10 great free games

We list a bunch of fantastic free games (and links to hundreds of other time-killers). You're welcome.

I'm all for celebrating slack on a weekly basis here at PC World, but there's something more tangible that I like just as much: free games. Now a little confession before I go any further. In my past life as a video-gaming journalist, I was a bit of a freeloader — that is, I'd be ferreting out freebies that were just addictive fun. And today, I'm giving you my personal Top 10 free games that I'm playing right now — with a bonus eleventh game, to boot — and links to hundreds of others).

The Best Free Games (This Week)

One of last year's hits, Portal, had a simple concept: Shoot a warp hole in one wall and create the exit point in another. Easily one of my favorite puzzle-solving games in years, it was brilliant, but waaaaay too brief. To keep me going, I've played Portal: The Flash Version on lunch breaks but that still isn't enough. Ready for another 40 levels of brain-bending puzzles? These days, I'm making my way through P:TFV Mappack, which plugs into the original PC version of Portal.

148129-TP1_a

This next game is really the touching story of a boy and his toilet paper, which has rolled away from home. So what's a kid to do? Follow it all over town, apparently. In the appropriately named Jimmy's Lost His Toilet Paper, it's up to you, playing Jimmy, to run through a series of levels and try to collect all the loose tp and, according to the instructions, "find love and meaning to his life on the way" — and maybe a free stall.

148129-Shift-3_a

In the same way that I got a kick out of playing Portal: The Flash Version, two other site-based games keep me coming back to play. The first is Shift-3. The general idea is that you've got to navigate rooms and make it to the exit door. You do that by hitting your Shift key to invert the world and change your perspective on each puzzle. Trust me, you'll want to play it. The other is a platform game called....wait for it... Platform. You play through 33 levels of running and jumping to reach the end. It's a little old, but I still come back to it on occasion.

Darren Gladstone

PC World (US online)

Be the first to comment

*
*
This will be kept private.
*
*
Users posting comments agree to the comments policy.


### EXERCISE AIM
Where a line of the data below has the string "Cheney", copy that line.
***** SUPPLIED MATERIAL
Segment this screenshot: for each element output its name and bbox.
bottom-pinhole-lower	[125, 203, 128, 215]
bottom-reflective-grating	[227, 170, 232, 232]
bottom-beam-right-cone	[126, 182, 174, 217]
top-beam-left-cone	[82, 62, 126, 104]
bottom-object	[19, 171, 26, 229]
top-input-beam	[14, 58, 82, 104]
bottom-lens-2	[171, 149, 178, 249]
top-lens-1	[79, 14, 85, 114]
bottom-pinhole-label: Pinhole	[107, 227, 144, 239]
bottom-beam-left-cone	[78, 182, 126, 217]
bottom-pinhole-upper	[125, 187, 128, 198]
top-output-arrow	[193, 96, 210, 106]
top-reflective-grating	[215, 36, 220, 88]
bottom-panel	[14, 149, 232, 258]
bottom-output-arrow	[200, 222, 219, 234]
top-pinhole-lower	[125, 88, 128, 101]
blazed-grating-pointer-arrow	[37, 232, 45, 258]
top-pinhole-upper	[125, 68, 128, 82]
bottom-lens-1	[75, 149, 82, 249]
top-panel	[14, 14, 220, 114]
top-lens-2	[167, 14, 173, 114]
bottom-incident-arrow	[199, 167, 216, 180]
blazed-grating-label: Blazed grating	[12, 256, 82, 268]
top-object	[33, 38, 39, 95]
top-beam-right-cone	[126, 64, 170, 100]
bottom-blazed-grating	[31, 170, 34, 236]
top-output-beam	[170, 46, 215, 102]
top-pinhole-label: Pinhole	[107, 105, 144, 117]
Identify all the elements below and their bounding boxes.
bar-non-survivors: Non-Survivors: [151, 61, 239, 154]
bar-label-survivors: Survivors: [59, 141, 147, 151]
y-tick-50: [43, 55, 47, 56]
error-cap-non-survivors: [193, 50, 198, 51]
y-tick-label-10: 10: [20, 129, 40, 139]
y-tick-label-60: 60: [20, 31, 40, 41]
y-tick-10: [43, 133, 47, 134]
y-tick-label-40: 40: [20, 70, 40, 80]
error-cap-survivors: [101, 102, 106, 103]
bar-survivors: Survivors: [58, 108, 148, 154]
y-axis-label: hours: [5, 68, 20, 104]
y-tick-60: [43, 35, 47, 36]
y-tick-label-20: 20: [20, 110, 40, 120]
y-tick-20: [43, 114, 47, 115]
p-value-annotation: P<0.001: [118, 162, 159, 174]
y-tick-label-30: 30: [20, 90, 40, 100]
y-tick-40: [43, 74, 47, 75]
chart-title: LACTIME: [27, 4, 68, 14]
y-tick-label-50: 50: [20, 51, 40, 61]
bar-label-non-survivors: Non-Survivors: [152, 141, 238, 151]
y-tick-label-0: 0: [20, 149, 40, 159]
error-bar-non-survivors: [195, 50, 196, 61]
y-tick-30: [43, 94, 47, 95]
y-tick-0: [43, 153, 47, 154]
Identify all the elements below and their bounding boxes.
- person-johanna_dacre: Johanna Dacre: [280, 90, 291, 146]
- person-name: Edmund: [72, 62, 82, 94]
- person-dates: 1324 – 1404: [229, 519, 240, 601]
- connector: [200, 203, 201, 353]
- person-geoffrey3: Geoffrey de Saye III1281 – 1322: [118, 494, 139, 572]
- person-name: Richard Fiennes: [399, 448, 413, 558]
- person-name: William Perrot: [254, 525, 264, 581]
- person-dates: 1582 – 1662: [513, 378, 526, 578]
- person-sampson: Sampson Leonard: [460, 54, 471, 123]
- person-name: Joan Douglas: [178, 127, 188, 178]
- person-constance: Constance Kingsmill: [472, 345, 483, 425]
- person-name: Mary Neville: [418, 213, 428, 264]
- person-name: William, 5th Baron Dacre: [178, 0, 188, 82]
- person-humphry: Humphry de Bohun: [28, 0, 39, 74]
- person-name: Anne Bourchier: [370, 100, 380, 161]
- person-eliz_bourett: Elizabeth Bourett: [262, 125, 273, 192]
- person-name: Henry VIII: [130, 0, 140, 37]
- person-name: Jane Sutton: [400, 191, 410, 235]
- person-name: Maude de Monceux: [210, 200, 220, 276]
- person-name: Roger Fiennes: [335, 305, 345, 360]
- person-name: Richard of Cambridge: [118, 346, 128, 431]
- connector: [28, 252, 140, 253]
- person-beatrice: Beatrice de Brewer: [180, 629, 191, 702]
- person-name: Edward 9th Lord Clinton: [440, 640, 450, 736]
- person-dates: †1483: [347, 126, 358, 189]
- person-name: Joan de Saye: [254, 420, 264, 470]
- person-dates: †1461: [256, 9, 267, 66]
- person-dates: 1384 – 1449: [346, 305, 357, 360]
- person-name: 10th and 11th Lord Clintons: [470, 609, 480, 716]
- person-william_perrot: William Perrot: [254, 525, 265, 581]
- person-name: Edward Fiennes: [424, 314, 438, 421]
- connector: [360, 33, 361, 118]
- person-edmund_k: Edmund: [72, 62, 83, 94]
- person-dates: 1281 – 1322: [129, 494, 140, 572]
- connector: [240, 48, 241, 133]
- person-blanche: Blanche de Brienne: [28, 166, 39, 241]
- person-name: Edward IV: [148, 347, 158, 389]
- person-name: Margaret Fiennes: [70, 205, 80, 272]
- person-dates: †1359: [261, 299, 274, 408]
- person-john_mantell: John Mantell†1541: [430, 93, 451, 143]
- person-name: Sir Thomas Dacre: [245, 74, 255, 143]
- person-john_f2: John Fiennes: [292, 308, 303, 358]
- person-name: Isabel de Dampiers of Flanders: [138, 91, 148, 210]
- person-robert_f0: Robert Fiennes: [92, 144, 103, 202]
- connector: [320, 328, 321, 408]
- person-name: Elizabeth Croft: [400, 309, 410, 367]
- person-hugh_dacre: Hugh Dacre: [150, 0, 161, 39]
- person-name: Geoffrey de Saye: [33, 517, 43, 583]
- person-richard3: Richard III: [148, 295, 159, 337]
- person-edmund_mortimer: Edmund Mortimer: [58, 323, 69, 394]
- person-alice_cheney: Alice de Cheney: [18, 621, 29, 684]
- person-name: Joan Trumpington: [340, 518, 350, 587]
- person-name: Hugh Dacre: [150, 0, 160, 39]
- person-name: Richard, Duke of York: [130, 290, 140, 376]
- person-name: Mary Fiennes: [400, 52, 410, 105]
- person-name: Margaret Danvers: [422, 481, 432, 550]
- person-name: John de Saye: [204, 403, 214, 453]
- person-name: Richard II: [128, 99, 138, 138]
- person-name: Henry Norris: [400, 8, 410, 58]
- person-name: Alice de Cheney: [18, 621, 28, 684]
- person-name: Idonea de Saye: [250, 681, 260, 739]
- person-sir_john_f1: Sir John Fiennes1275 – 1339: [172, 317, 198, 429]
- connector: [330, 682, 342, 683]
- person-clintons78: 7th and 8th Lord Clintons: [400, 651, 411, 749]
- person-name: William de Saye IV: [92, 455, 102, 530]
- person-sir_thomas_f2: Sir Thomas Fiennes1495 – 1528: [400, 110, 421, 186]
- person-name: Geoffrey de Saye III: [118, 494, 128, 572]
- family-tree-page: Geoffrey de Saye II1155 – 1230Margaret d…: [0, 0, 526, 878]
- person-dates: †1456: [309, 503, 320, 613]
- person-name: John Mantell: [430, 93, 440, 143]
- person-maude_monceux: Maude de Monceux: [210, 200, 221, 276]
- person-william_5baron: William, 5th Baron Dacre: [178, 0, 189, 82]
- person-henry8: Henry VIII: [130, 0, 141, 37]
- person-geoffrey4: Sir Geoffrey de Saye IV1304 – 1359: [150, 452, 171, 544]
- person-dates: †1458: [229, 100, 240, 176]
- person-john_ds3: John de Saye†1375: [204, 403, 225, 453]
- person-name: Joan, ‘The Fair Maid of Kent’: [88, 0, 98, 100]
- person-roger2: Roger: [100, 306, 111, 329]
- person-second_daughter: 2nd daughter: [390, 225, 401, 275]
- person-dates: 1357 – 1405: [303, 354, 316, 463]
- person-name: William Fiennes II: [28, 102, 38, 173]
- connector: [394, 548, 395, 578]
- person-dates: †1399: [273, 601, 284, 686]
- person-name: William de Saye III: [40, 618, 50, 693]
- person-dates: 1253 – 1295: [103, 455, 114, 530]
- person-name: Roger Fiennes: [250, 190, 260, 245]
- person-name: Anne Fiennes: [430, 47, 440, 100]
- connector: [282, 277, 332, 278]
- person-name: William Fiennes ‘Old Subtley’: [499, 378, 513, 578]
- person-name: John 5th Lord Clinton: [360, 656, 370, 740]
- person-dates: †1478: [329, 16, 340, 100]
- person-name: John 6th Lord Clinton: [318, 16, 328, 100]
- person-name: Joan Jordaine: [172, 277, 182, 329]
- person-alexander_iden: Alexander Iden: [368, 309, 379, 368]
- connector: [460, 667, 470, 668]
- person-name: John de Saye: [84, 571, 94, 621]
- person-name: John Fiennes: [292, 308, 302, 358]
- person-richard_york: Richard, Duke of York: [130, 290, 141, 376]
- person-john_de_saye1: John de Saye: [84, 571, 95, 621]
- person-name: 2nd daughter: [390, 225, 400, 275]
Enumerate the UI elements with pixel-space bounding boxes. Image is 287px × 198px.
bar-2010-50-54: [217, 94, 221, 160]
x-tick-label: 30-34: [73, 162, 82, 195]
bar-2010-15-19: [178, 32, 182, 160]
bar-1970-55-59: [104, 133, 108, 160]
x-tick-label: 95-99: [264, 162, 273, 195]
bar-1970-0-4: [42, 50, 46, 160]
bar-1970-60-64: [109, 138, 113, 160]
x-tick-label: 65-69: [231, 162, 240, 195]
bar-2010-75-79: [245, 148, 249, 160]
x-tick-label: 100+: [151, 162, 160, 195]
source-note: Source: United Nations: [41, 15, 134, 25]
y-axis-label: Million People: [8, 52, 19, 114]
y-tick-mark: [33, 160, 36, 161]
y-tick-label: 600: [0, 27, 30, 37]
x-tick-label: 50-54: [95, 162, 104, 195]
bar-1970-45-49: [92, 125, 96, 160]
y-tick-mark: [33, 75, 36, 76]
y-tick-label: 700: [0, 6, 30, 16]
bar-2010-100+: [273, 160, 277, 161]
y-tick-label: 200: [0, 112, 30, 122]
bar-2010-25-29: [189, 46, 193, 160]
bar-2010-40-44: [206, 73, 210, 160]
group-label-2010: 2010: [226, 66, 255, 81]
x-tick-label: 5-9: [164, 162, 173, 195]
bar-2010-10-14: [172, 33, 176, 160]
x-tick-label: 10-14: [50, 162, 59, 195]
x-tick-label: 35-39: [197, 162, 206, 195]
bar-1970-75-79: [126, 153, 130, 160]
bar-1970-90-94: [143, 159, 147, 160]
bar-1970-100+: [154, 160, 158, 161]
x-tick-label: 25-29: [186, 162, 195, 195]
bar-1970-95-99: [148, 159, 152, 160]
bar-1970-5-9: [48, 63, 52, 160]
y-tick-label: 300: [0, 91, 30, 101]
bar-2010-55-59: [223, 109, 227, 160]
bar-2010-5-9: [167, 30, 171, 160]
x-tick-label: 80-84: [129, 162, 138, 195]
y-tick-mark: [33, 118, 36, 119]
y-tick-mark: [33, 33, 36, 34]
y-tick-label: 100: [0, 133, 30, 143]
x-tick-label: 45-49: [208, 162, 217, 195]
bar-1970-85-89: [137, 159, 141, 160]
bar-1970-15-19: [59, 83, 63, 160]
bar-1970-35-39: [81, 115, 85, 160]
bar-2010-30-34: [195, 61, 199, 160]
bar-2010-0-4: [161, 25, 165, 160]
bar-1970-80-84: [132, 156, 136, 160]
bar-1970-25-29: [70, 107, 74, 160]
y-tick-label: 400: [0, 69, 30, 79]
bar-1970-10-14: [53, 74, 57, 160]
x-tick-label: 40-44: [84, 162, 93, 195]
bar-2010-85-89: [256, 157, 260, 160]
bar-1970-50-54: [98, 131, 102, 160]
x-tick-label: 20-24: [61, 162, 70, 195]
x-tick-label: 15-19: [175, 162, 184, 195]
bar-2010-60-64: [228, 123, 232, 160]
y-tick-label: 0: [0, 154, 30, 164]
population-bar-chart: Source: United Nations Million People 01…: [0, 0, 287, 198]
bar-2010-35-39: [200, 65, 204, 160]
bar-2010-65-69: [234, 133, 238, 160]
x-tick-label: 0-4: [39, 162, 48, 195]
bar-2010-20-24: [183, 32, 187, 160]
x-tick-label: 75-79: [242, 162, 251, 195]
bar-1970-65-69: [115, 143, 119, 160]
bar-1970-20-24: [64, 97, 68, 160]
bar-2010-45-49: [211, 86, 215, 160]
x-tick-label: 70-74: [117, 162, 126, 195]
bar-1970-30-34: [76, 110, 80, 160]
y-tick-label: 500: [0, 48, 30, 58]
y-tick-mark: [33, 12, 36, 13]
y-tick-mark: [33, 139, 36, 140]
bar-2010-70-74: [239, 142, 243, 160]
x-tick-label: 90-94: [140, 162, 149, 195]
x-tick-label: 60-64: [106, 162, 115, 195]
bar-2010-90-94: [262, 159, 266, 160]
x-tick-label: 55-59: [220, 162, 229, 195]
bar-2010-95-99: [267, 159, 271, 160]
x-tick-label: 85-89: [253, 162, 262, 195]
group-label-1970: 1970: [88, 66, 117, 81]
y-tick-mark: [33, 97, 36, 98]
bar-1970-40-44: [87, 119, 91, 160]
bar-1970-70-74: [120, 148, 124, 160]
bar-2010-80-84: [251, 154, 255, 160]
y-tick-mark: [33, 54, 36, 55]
**********
### EXERCISE RESPONSE
- person-alice_cheney: Alice de Cheney: [18, 621, 29, 684]
- person-name: Alice de Cheney: [18, 621, 28, 684]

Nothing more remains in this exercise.